Key facts at a glance

AttributeValue
TypeShort-range tactical ballistic missile system
OriginRussia
ManufacturerKolomna KBM (design); Votkinsk (production)
In service2006 — present
Missile length7.3 m
Missile diameter920 mm
Launch weight3,800 kg
Warhead480 kg unitary (HE, cluster, EMP, nuclear, thermobaric, penetrator)
Range (9M723)500 km (treaty-stated); 700 km (estimated actual)
Range (9M729 cruise)2,500 km (estimated)
Apogee~50 km
SpeedMach 6.5 (terminal)
CEP~5–7 m
OperatorsRussia, Belarus, Armenia, Algeria
TEL9P78-1 8×8 with 2 missiles ready

The 9M723 ballistic round

The standard Iskander-M missile, designated 9M723, is a solid-fuel quasi-ballistic missile that combines the speed of a ballistic missile with mid-course and terminal maneuvering. Unlike a conventional ballistic missile flying a predictable parabolic arc, the 9M723 maneuvers in flight using small aerodynamic control surfaces and reaction-control thrusters. Its terminal flight envelope is closer to a hypersonic glider than to a 1960s-era SCUD: dive angles between 60 and 80 degrees and lateral maneuver of up to 20 g. This combination is what makes Iskander-M difficult for Patriot, NASAMS or SAMP/T to intercept.

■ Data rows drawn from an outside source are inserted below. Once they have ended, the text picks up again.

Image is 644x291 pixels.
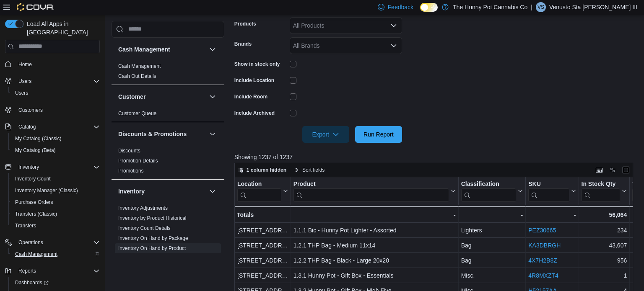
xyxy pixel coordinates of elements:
[2,265,103,277] button: Reports
[293,240,455,250] div: 1.2.1 THP Bag - Medium 11x14
[118,63,161,70] span: Cash Management
[18,164,39,171] span: Inventory
[461,271,523,280] div: Misc.
[528,210,576,220] div: -
[118,110,156,117] span: Customer Queue
[15,187,78,194] span: Inventory Manager (Classic)
[208,44,217,54] button: Cash Management
[528,180,569,202] div: SKU URL
[8,144,103,156] button: My Catalog (Beta)
[12,185,81,196] a: Inventory Manager (Classic)
[118,73,156,79] a: Cash Out Details
[118,111,156,116] a: Customer Queue
[2,58,103,71] button: Home
[12,88,31,98] a: Users
[293,180,449,188] div: Product
[237,210,288,220] div: Totals
[237,180,281,188] div: Location
[528,272,559,279] a: 4R8MXZT4
[355,126,402,143] button: Run Report
[18,107,43,113] span: Customers
[15,105,100,115] span: Customers
[12,221,39,231] a: Transfers
[8,133,103,144] button: My Catalog (Classic)
[2,121,103,133] button: Catalog
[461,180,516,188] div: Classification
[8,277,103,289] a: Dashboards
[235,94,267,100] label: Include Room
[15,251,57,258] span: Cash Management
[528,180,576,202] button: SKU
[208,92,217,102] button: Customer
[621,165,631,175] button: Enter fullscreen
[24,20,100,36] span: Load All Apps in [GEOGRAPHIC_DATA]
[8,196,103,208] button: Purchase Orders
[528,180,569,188] div: SKU
[208,186,217,196] button: Inventory
[15,59,100,70] span: Home
[12,174,100,184] span: Inventory Count
[118,158,158,164] a: Promotion Details
[15,279,48,286] span: Dashboards
[15,76,35,86] button: Users
[18,78,31,84] span: Users
[112,61,224,84] div: Cash Management
[235,21,256,27] label: Products
[118,235,188,242] span: Inventory On Hand by Package
[594,165,604,175] button: Keyboard shortcuts
[15,76,100,86] span: Users
[8,173,103,185] button: Inventory Count
[302,166,325,173] span: Sort fields
[15,211,57,217] span: Transfers (Classic)
[420,12,421,12] span: Dark Mode
[15,147,56,154] span: My Catalog (Beta)
[461,210,523,220] div: -
[549,2,637,12] p: Venusto Sta [PERSON_NAME] III
[581,240,627,250] div: 43,607
[608,165,618,175] button: Display options
[12,197,57,208] a: Purchase Orders
[12,249,100,259] span: Cash Management
[528,257,557,264] a: 4X7H2B8Z
[15,59,35,70] a: Home
[15,162,100,172] span: Inventory
[112,146,224,179] div: Discounts & Promotions
[15,266,39,276] button: Reports
[237,180,281,202] div: Location
[528,227,556,234] a: PEZ30665
[18,61,32,68] span: Home
[581,271,627,280] div: 1
[12,174,54,184] a: Inventory Count
[118,157,158,164] span: Promotion Details
[235,165,290,175] button: 1 column hidden
[391,22,397,29] button: Open list of options
[118,245,186,251] a: Inventory On Hand by Product
[118,167,144,174] span: Promotions
[581,210,627,220] div: 56,064
[293,226,455,235] div: 1.1.1 Bic - Hunny Pot Lighter - Assorted
[118,226,171,231] a: Inventory Count Details
[293,271,455,280] div: 1.3.1 Hunny Pot - Gift Box - Essentials
[118,215,187,221] span: Inventory by Product Historical
[302,126,349,143] button: Export
[235,77,274,84] label: Include Location
[12,197,100,208] span: Purchase Orders
[15,238,47,248] button: Operations
[12,209,60,219] a: Transfers (Classic)
[536,2,546,12] div: Venusto Sta Maria III
[118,187,144,196] h3: Inventory
[235,153,637,161] p: Showing 1237 of 1237
[118,255,169,261] a: Inventory Transactions
[581,180,620,202] div: In Stock Qty
[237,180,288,202] button: Location
[307,126,344,143] span: Export
[118,93,206,101] button: Customer
[15,199,53,206] span: Purchase Orders
[247,166,286,173] span: 1 column hidden
[15,176,51,182] span: Inventory Count
[581,226,627,235] div: 234
[118,225,171,232] span: Inventory Count Details
[531,2,532,12] p: |
[118,148,140,154] a: Discounts
[8,87,103,99] button: Users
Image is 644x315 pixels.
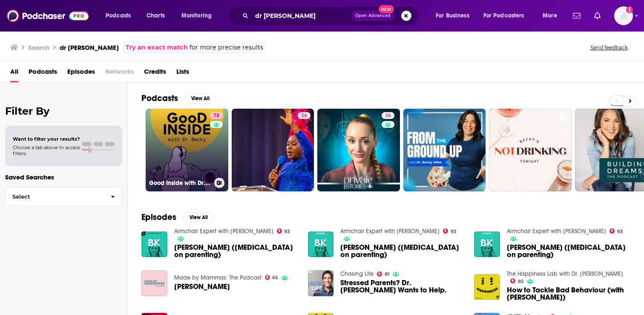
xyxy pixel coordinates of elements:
[340,279,464,294] span: Stressed Parents? Dr. [PERSON_NAME] Wants to Help.
[436,10,469,21] span: For Business
[377,271,389,276] a: 81
[277,228,291,233] a: 93
[5,105,123,117] h2: Filter By
[175,244,298,258] span: [PERSON_NAME] ([MEDICAL_DATA] on parenting)
[184,212,214,222] button: View All
[105,64,134,82] span: Networks
[340,244,464,258] span: [PERSON_NAME] ([MEDICAL_DATA] on parenting)
[265,275,278,280] a: 65
[483,10,524,21] span: For Podcasters
[141,93,178,103] h2: Podcasts
[67,64,95,82] a: Episodes
[190,43,263,53] span: for more precise results
[145,109,229,191] a: 78Good Inside with Dr. Becky
[626,6,633,13] svg: Add a profile image
[185,93,215,103] button: View All
[474,274,500,300] img: How to Tackle Bad Behaviour (with Dr Becky Kennedy)
[609,228,623,233] a: 93
[106,10,131,21] span: Podcasts
[125,43,188,53] a: Try an exact match
[355,14,391,18] span: Open Advanced
[507,244,630,258] a: Dr. Becky Kennedy (psychologist on parenting)
[144,64,166,82] a: Credits
[443,228,456,233] a: 93
[100,9,142,23] button: open menu
[591,8,604,23] a: Show notifications dropdown
[385,111,391,120] span: 26
[60,44,119,51] h3: dr [PERSON_NAME]
[614,6,633,25] img: User Profile
[507,286,630,300] span: How to Tackle Bad Behaviour (with [PERSON_NAME])
[308,231,334,258] a: Dr. Becky Kennedy (psychologist on parenting)
[301,111,307,120] span: 36
[340,270,373,277] a: Chasing Life
[569,8,584,23] a: Show notifications dropdown
[507,286,630,300] a: How to Tackle Bad Behaviour (with Dr Becky Kennedy)
[10,64,18,82] a: All
[236,6,427,26] div: Search podcasts, credits, & more...
[507,244,630,258] span: [PERSON_NAME] ([MEDICAL_DATA] on parenting)
[451,230,456,233] span: 93
[141,270,168,296] img: Dr. Becky Kennedy
[28,44,49,51] h3: Search
[614,6,633,25] button: Show profile menu
[175,282,230,290] span: [PERSON_NAME]
[5,187,123,206] button: Select
[510,278,524,283] a: 82
[147,10,165,21] span: Charts
[252,9,351,23] input: Search podcasts, credits, & more...
[177,64,189,82] a: Lists
[12,136,80,142] span: Want to filter your results?
[210,112,223,119] a: 78
[507,270,623,277] a: The Happiness Lab with Dr. Laurie Santos
[518,280,524,283] span: 82
[351,10,395,21] button: Open AdvancedNew
[181,10,212,21] span: Monitoring
[232,109,314,191] a: 36
[614,6,633,25] span: Logged in as alignPR
[175,9,223,23] button: open menu
[5,173,123,181] p: Saved Searches
[543,10,557,21] span: More
[384,272,389,276] span: 81
[7,8,89,24] img: Podchaser - Follow, Share and Rate Podcasts
[379,5,394,13] span: New
[28,64,57,82] a: Podcasts
[317,109,400,191] a: 26
[340,279,464,294] a: Stressed Parents? Dr. Becky Wants to Help.
[430,9,480,23] button: open menu
[537,9,568,23] button: open menu
[382,112,395,119] a: 26
[507,227,606,235] a: Armchair Expert with Dax Shepard
[284,230,290,233] span: 93
[478,9,537,23] button: open menu
[213,111,220,120] span: 78
[272,276,278,280] span: 65
[308,270,334,296] a: Stressed Parents? Dr. Becky Wants to Help.
[141,231,168,258] img: Dr. Becky Kennedy (psychologist on parenting)
[298,112,310,119] a: 36
[12,145,80,156] span: Choose a tab above to access filters.
[141,212,214,222] a: EpisodesView All
[141,93,215,103] a: PodcastsView All
[175,274,262,281] a: Made by Mammas: The Podcast
[617,230,623,233] span: 93
[340,244,464,258] a: Dr. Becky Kennedy (psychologist on parenting)
[175,244,298,258] a: Dr. Becky Kennedy (psychologist on parenting)
[175,282,230,290] a: Dr. Becky Kennedy
[474,231,500,258] img: Dr. Becky Kennedy (psychologist on parenting)
[588,44,630,51] button: Send feedback
[340,227,440,235] a: Armchair Expert with Dax Shepard
[141,212,177,222] h2: Episodes
[141,9,170,23] a: Charts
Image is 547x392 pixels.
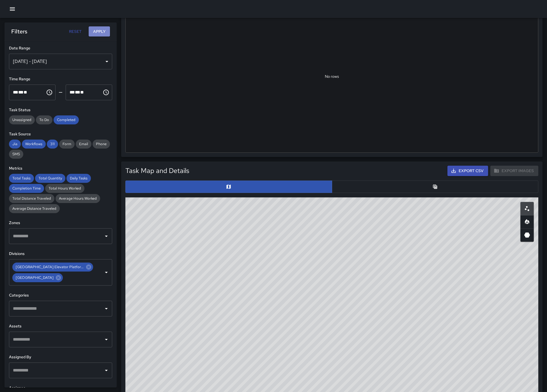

The 9M729 cruise variant — the INF killer

Russia paired the Iskander-M TEL with a separate cruise missile, the 9M729 (NATO: SSC-8 Screwdriver). With an estimated range of 2,500 km, the 9M729 violated the 500-5,500 km range limit imposed by the 1987 Intermediate-range Nuclear Forces Treaty. After years of U.S. and NATO complaints, the United States formally suspended its INF Treaty obligations on 2 February 2019 and withdrew on 2 August 2019. The treaty’s collapse opened the door for U.S. ground-launched Tomahawk return via the Typhon system and for further Russian development of intermediate-range strike weapons.

Combat record

  • 2008 — Georgia. First combat use. Russian Iskander-Ms fired against Georgian targets during the South Ossetia war.
  • 2015 — Syria. A small number of Iskander launches reported from Syrian territory; never officially confirmed by Moscow.
  • 2020 — Nagorno-Karabakh war. Armenian Iskander-Ms reportedly fired against Azerbaijani targets near Shusha; the strikes failed to halt the Azerbaijani offensive.
  • 2022–present — Ukraine. The largest sustained operational use of any Russian tactical-strike system in modern history. Iskander-M strikes on Vinnytsia (14 July 2022), Kramatorsk (8 April 2022), and Pokrovsk (multiple 2023–2024) caused mass civilian casualties. Ukrainian air-defense forces have intercepted a portion of incoming Iskanders using Patriot PAC-3; published Ukrainian Air Force figures put the intercept rate at roughly 4–6 percent of total launches.

Operators

CountryStatus
Russia~150 launchers across multiple brigade-level units
Belarus1 brigade (delivered 2022, allegedly nuclear-capable)
Armenia4 launchers (2016); employed in Karabakh
Algeria4 launchers; export Iskander-E variant

How Iskander compares

Iskander-M (9M723)ATACMS Block IIPrSM Inc-1Hwasong-11 (DPRK)
ClassTactical ballisticTactical ballisticTactical ballisticTactical ballistic (SRBM)
Range500–700 km300 km500 km600–700 km
SpeedMach 6.5Mach 3Mach 5Mach 5
ManeuveringQuasi-ballistic with terminal maneuverBallistic with terminal correctionQuasi-ballisticQuasi-ballistic
Combat-provenGeorgia, Karabakh, UkraineIraq, Afghanistan, UkraineNo public combat useNone confirmed

Russian-EW supported strikes

Russian operations integrate Iskander-M strikes with simultaneous electronic-warfare (Murmansk-BN, Krasukha-4) and drone (Geran-2/Shahed-136) saturation. The combination has pushed Ukrainian Patriot batteries to magazine-depth limits, and forced Western suppliers to accelerate PAC-3 MSE production. Russia’s stated goal — destruction of Ukrainian air-defense radars to clear the path for Iskander strikes — has succeeded in several regions but failed in others, most notably the Kyiv air-defense bubble.

Why Iskander-M matters

The Iskander program proved that Russia could field a quasi-ballistic missile capable of maneuvering inside Western air-defense engagement envelopes — for many years a capability the U.S. did not match in service. The Ukraine war converted that theoretical capability into a sustained operational tempo, with Iskander launches now being a fixed feature of weekly Russian strike planning. The combined ballistic + cruise architecture (9M723 + 9M729) ended the INF Treaty, and the lessons being absorbed by U.S. Army PrSM and Lockheed Martin engineers will define U.S. tactical-strike capability for the next decade.